The author of over forty novels, Arlene James now resides outside of Dallas, Texas, with her husband. As she sends her youngest child off to college, Arlene says, “The rewards of motherhood have indeed been extraordinary for me. Yet, I’ve looked forward to this new stage of my life.” Her need to write is greater than ever, a fact that frankly amazes her as she’s been at it since the eighth grade!
The Perfect Wedding
Arlene James
“But now abides faith, hope, love; these three. But the greatest of these is love.”
—1 Corinthians 13:13
Her business was weddings. Though she did a seasonal business in prom dresses and the occasional evening gown, bridal costumes and the myriad attendant details that occasioned the wearing of them were her stock in trade. And a very good trade it was, too; for in Duncan, Oklahoma, a community of some twenty-five thousand souls or thereabouts, Layne Harington was the one-and-only full-service wedding consultant. Her skills as a seamstress and designer of exclusive gowns made her stiff competition for any other like-minded businessperson in the whole of Stephens County. She was it, as far as professional wedding consultation went. Still and all, it was a rare day when a man set foot in her shop, especially a man such as the one who stood before her that September morning.
He was dressed for work in soft, faded jeans, scuffed boots with rounded toes and a white button-down shirt worn thin by washings and bleachings. He held a battered straw cowboy hat in his hands and bowed his head to look at it. Layne saw tiny streaks of gold and silver in his thick sandy brown hair; the former was proof that he often worked in the sun without his hat, and the latter was a testament to his age. He wouldn’t see thirty again, that was certain, but when he lifted his head to look at her with smoky, gray-blue eyes bearing only a few shallow lines at the outer corners, she couldn’t think him too near forty, either.

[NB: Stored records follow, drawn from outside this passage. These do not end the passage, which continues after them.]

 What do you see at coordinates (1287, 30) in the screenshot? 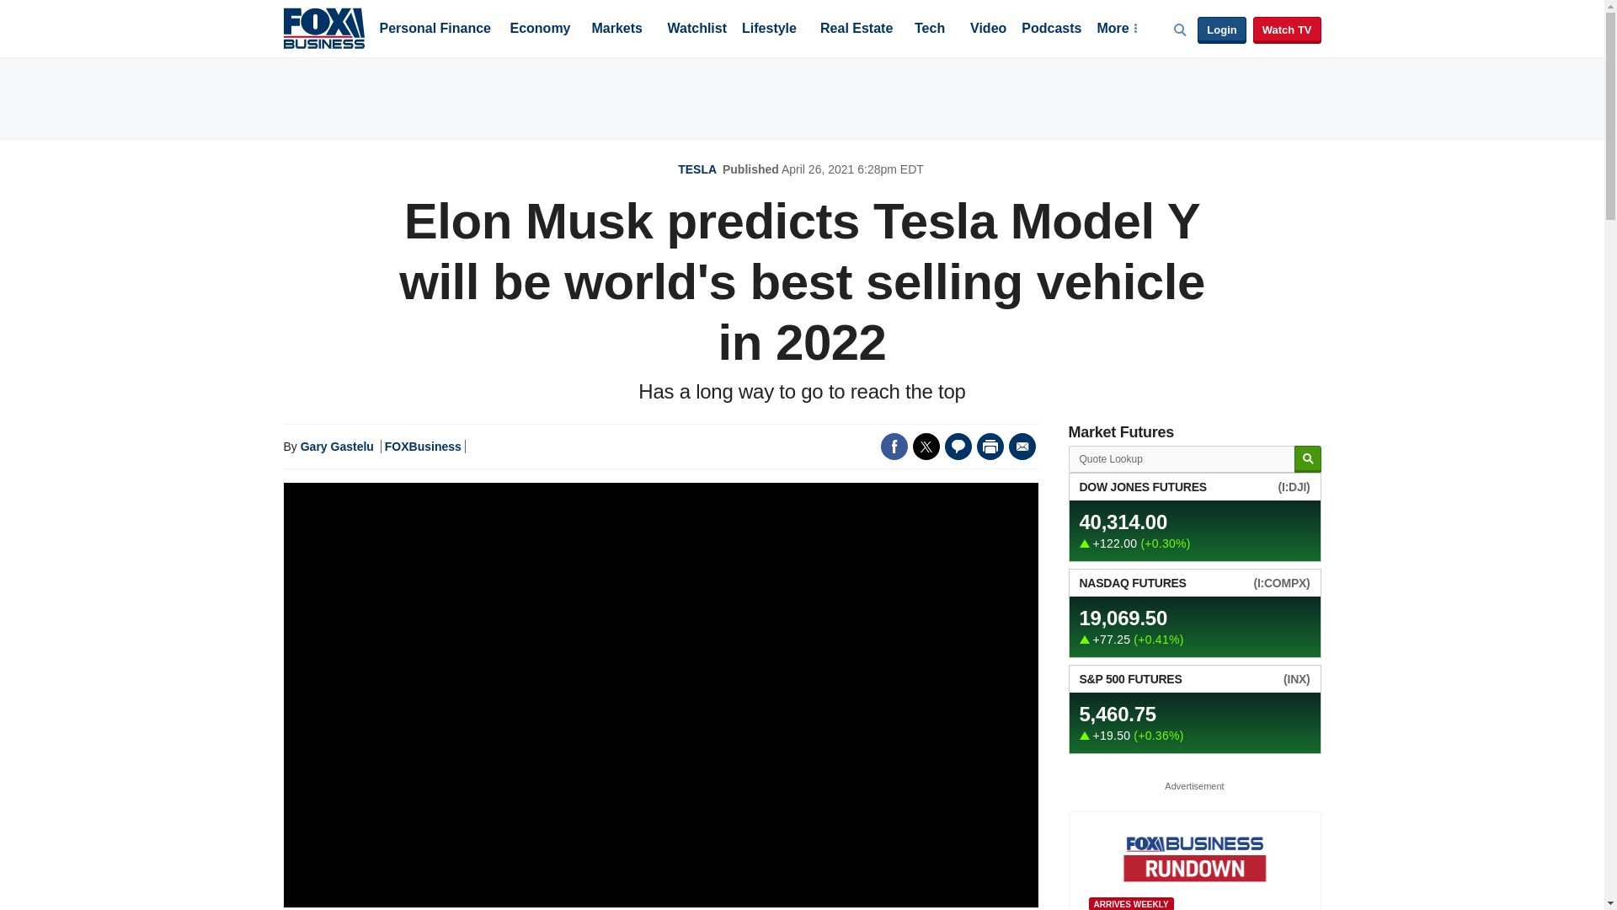
I see `Watch TV` at bounding box center [1287, 30].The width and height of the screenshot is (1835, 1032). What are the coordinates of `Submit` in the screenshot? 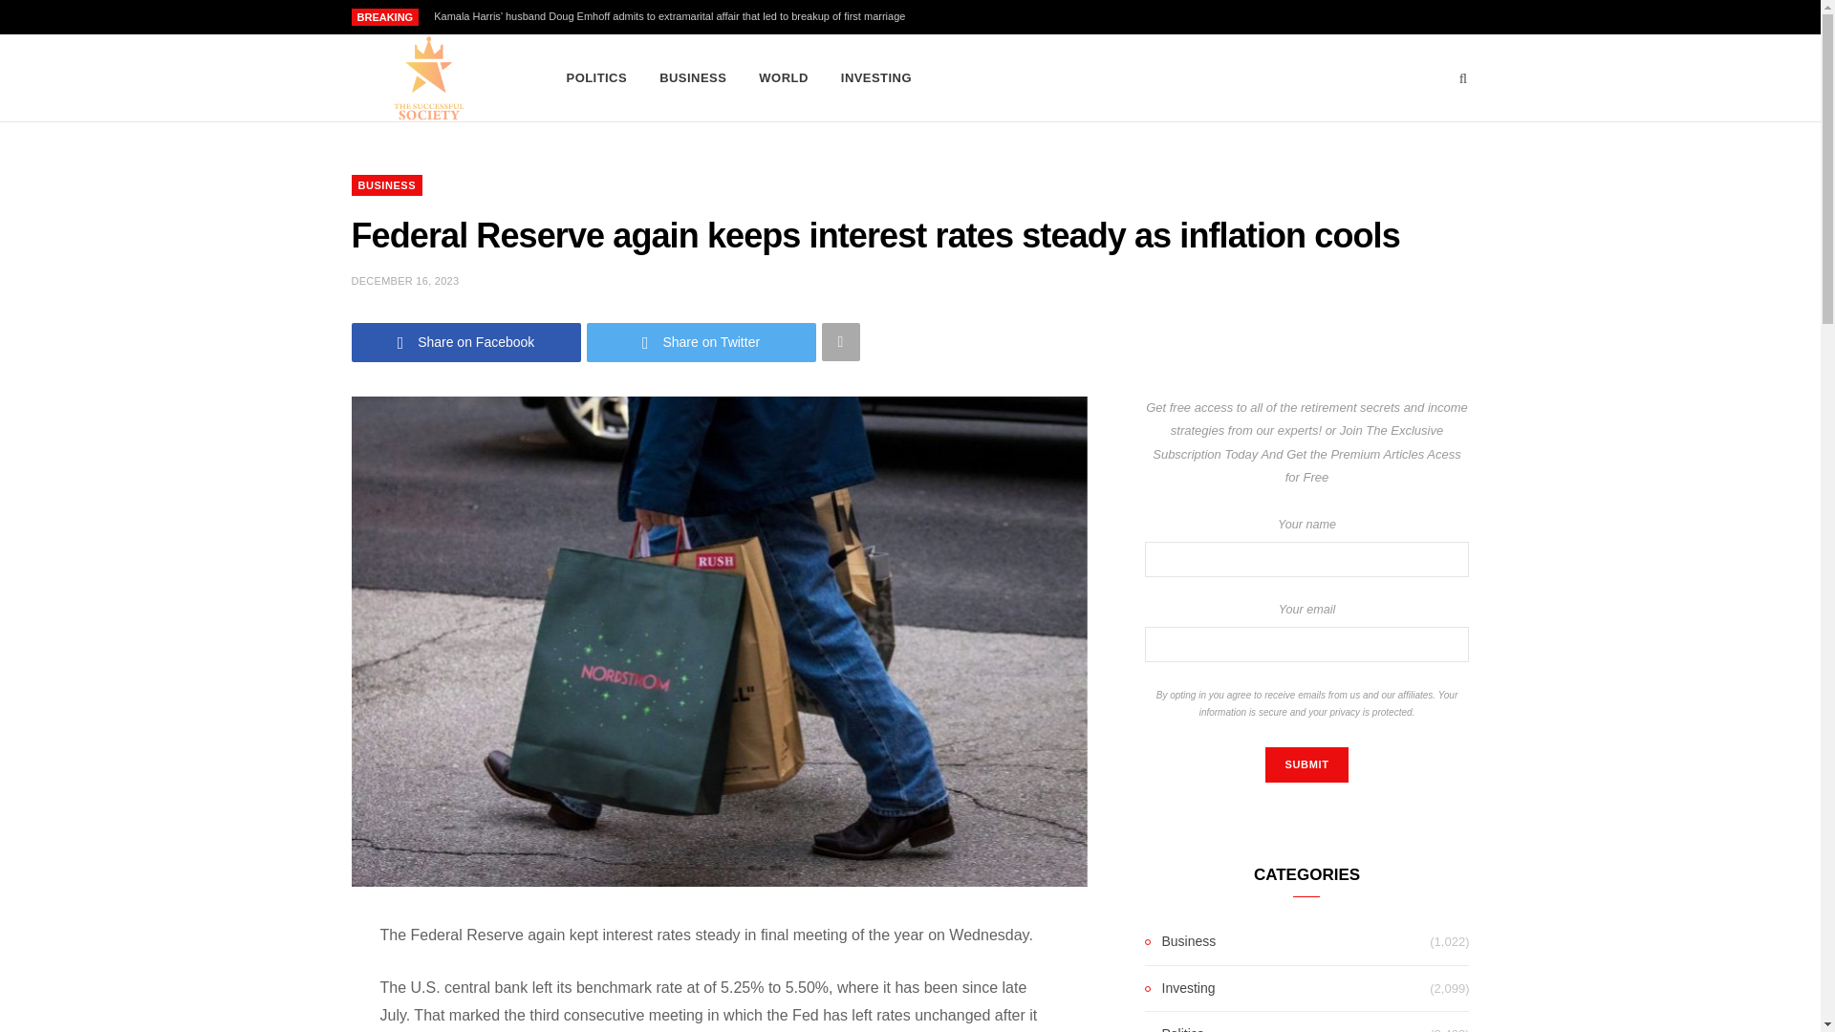 It's located at (1306, 765).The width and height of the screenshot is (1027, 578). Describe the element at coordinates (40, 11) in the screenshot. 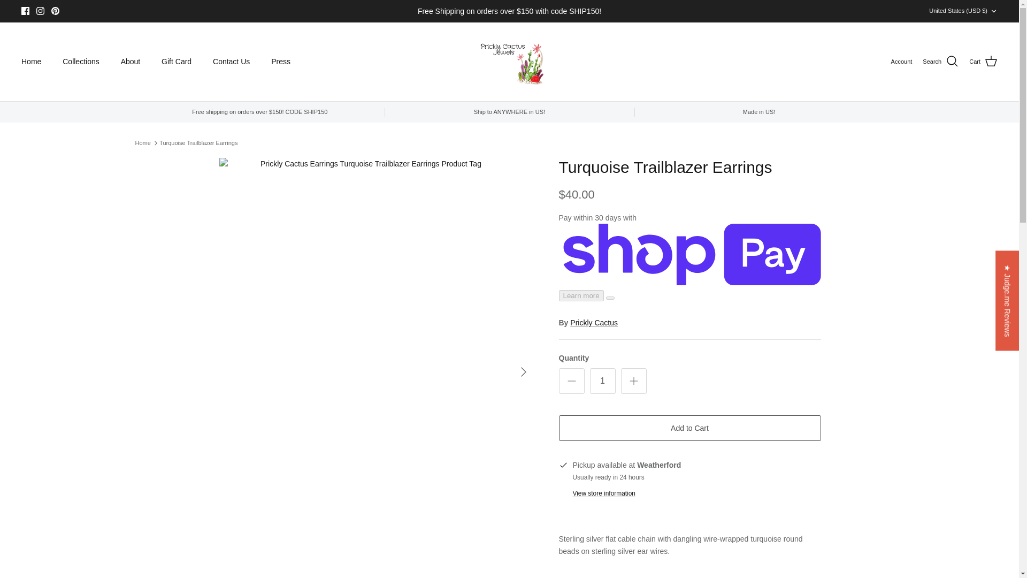

I see `Instagram` at that location.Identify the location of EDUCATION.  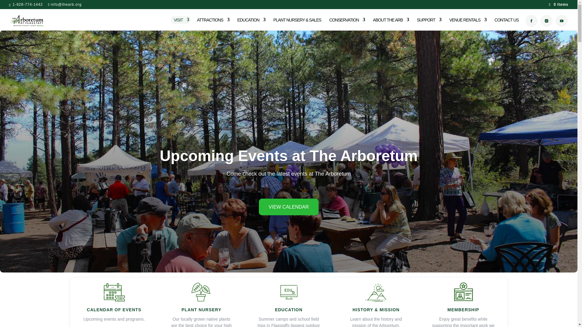
(251, 23). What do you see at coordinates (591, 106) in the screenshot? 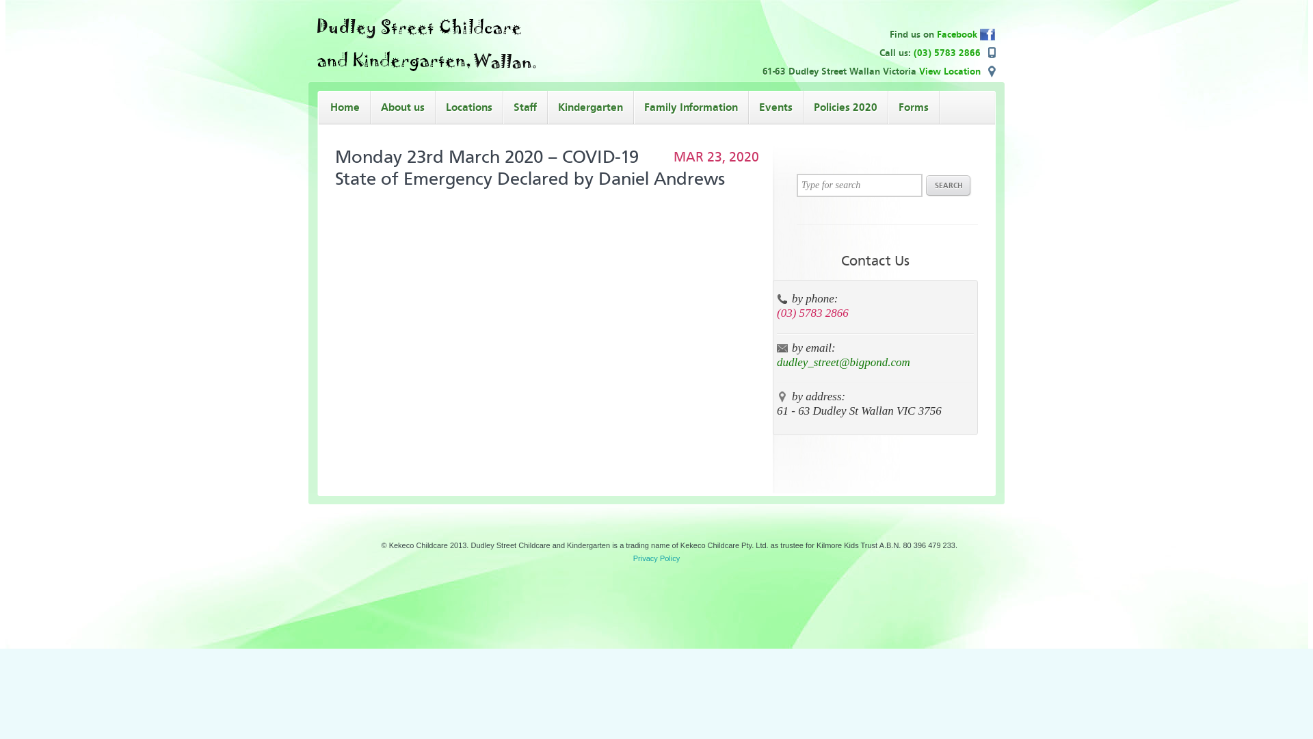
I see `Kindergarten` at bounding box center [591, 106].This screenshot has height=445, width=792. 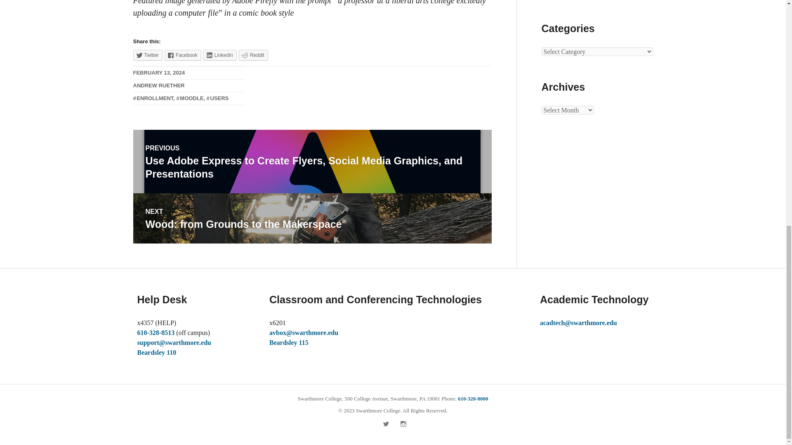 What do you see at coordinates (220, 55) in the screenshot?
I see `Twitter` at bounding box center [220, 55].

She smiled and inclined her head.
“Hello, I’m Layne Harington. How can I help you?”
“Ma’am,” he said. “I’m told you do weddings—and fine ones at that.”
“Weddings are our specialty,” she confirmed. “We make all the necessary arrangements and offer a wide variety of choices on everything from invitations to receptions, but it’s the customer who makes the decisions.”
He nodded and shifted his weight from one foot to the other. “Well,” he said, “I’m the customer. Now where do we start?”
Layne tried and evidently failed to control the shock she felt. Men simply did not plan weddings, at least not in her experience. At the most they sat in on the early discussions, grew bored with the seemingly irrelevant details, then simply left it to the women, reserving only the right to complain about the cost, and contest the bills. This man, however, was frowning in a most determined manner.
The frown wrinkled his brow and narrowed his eyes, deepening the lines that fanned out from their corners. His mouth thinned, and his jaw set like concrete. It was surprising, given the intensity of that scowl, that his face remained exceptionally attractive, even handsome. Like the rest of him, his features were large but lean, the skin drawn tautly over prominent cheekbones and a squared chin. His nose was long and straight, his brows golden slashes above deeply set eyes, his mouth wide and finely sculpted with sharp peaks in the center of his upper lip. A lock of sandy brown hair fell over his forehead, golden at the very tip, a single strand of silver shot through it. Yes, a decidedly handsome man. Layne wondered what sort of woman would send a man like this into a shop like hers. Obviously he could not know what he was letting himself in for. She extended a hand, ushering him toward the gracious sitting area, where she preferred to stage her consultations.